I have the greatest tenderness for the memory of Hood, as I had for himself. But I am not very favourable to posthumous memorials in the monument way, and I should exceedingly regret to see any such appeal as you contemplate made public, remembering another public appeal that was made and responded to after Hood's death. I think that I best discharge my duty to my deceased friend, and best consult the respect and love with which I remember him, by declining to join in any such public endeavours as that which you (in all generosity and singleness of purpose, I am sure) advance. I shall have a melancholy gratification in privately assisting to place a simple and plain record over the remains of a great writer that should be as modest as he was himself, but I regard any other monument in connection with his mortal resting-place as a mistake.
I am, Sir, your faithful Servant.
Rev. James White.
Office of "Household Words," Tuesday, Oct. 19th, 1852.
My dear White,
We are now getting our Christmas extra number together, and I think you are the boy to do, if you will, one of the stories.
I propose to give the number some fireside name, and to make it consist entirely of short stories supposed to be told by a family sitting round the fire. I don't care about their referring to Christmas at all; nor do I design to connect them together, otherwise than by their names, as:
| The Grandfather's Story. |
| The Father's Story. |
| The Daughter's Story. |
| The Schoolboy's Story. |
| The Child's Story. |
| The Guest's Story. |
| The Old Nurse's Story. |
The grandfather might very well be old enough to have lived in the days of the highwaymen. Do you feel disposed, from fact, fancy, or both, to do a good winter-hearth story of a highwayman? If you do, I embrace you (per post), and throw up a cap I have purchased for the purpose into mid-air.
Think of it and write me a line in reply. We are all well and blooming.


# [TRY IT]
If a line in the listing below has the string "wholemeal", copy it out.

# [MATERIAL FOR THIS EXERCISE]
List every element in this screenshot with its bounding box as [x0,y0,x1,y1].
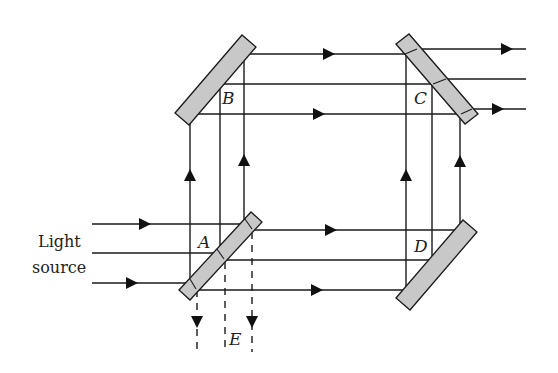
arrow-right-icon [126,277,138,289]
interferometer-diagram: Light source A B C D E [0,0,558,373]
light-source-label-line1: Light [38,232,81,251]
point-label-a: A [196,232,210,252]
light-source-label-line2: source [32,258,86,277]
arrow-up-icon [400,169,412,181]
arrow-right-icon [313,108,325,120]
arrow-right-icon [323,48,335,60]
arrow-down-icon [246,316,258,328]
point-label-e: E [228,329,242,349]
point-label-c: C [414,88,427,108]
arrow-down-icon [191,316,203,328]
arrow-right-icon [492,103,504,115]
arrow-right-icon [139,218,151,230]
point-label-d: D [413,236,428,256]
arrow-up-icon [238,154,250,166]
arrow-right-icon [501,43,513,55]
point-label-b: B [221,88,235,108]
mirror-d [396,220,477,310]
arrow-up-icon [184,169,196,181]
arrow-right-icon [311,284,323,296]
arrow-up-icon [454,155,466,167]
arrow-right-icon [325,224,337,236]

* * *

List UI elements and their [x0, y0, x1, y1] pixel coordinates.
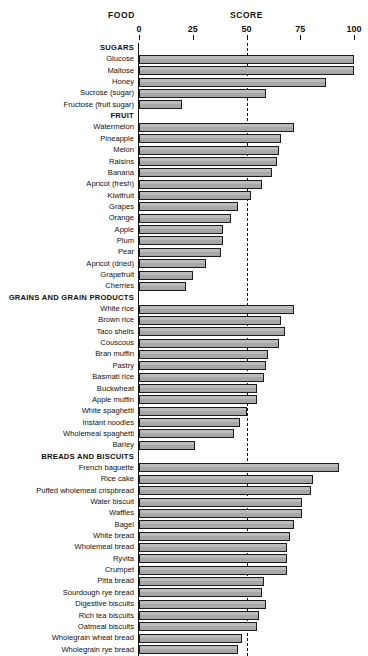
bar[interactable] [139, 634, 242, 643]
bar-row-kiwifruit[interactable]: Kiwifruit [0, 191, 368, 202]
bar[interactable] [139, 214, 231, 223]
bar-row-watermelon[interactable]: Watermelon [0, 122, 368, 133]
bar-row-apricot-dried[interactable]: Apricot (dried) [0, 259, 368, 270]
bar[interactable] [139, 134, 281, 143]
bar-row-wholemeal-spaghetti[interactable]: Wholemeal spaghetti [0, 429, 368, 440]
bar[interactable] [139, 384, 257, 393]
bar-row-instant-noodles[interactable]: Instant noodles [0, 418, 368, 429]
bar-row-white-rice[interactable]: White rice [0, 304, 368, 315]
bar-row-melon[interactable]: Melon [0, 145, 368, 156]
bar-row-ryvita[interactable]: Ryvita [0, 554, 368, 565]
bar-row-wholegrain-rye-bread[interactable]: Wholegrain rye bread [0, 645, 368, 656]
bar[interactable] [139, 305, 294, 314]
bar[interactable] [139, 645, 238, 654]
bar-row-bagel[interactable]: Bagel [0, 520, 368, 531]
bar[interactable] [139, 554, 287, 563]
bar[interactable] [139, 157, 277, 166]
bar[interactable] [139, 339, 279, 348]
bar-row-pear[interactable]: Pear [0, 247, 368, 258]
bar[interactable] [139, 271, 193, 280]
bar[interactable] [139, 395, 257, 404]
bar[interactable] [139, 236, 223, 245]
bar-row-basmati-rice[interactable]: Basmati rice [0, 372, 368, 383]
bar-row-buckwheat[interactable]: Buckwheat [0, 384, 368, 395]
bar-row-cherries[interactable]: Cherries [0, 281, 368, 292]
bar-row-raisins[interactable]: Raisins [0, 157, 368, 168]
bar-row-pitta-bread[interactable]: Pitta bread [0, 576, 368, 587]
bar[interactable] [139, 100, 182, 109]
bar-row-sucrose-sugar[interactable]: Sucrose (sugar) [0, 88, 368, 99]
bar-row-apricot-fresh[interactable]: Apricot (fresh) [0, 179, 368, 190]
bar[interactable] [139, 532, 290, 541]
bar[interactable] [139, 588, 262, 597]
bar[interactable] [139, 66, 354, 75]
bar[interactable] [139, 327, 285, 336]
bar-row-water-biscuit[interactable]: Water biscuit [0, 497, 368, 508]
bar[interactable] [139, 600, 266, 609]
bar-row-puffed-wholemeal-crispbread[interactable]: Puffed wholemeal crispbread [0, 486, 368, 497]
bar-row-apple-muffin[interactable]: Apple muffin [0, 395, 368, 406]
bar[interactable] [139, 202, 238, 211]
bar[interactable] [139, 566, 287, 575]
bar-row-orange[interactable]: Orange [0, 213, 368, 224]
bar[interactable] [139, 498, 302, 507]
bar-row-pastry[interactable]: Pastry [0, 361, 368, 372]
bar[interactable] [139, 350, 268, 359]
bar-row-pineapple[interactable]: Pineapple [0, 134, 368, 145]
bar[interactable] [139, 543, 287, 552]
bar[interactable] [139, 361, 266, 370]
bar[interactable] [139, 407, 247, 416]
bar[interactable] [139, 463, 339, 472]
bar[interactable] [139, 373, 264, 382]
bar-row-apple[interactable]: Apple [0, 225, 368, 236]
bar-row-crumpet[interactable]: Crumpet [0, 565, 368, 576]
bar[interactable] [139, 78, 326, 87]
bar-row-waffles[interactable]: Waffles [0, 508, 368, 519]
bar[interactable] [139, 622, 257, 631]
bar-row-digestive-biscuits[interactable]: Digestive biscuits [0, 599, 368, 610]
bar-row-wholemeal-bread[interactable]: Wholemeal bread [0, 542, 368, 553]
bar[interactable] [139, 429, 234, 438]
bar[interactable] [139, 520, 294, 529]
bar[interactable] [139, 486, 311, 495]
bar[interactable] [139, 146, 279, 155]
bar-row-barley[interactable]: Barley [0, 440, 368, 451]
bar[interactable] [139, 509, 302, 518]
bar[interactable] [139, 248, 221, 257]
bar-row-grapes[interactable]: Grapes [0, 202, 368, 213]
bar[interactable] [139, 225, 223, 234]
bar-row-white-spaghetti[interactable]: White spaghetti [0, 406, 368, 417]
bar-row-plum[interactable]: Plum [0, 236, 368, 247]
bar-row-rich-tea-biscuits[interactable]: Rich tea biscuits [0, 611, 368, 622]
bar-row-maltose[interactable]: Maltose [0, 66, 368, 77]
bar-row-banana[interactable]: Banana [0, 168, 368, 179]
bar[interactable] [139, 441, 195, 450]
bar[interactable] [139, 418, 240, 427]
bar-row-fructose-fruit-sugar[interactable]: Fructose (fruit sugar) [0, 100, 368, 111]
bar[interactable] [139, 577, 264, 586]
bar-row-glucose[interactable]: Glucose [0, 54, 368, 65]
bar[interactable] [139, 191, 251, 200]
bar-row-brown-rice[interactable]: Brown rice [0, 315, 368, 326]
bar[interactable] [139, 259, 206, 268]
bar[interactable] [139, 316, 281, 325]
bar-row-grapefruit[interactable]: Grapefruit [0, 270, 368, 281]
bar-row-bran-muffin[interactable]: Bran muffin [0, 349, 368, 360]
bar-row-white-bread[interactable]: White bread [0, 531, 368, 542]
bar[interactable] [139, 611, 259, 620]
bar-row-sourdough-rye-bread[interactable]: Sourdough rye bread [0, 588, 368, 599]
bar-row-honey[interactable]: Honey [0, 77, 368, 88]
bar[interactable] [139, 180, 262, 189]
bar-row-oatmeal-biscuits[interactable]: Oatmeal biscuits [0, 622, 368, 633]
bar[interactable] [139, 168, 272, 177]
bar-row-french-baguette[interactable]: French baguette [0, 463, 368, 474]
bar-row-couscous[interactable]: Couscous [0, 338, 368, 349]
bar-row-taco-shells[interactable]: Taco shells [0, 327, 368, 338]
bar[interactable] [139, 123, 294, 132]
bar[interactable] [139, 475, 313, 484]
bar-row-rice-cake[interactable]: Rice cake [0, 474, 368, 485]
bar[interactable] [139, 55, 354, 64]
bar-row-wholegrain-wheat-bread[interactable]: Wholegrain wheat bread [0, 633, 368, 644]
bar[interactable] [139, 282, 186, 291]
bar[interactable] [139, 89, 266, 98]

# [SOLUTION FOR THIS TASK]
bar-row-wholemeal-spaghetti[interactable]: Wholemeal spaghetti [0, 429, 368, 440]
bar-row-puffed-wholemeal-crispbread[interactable]: Puffed wholemeal crispbread [0, 486, 368, 497]
bar-row-wholemeal-bread[interactable]: Wholemeal bread [0, 542, 368, 553]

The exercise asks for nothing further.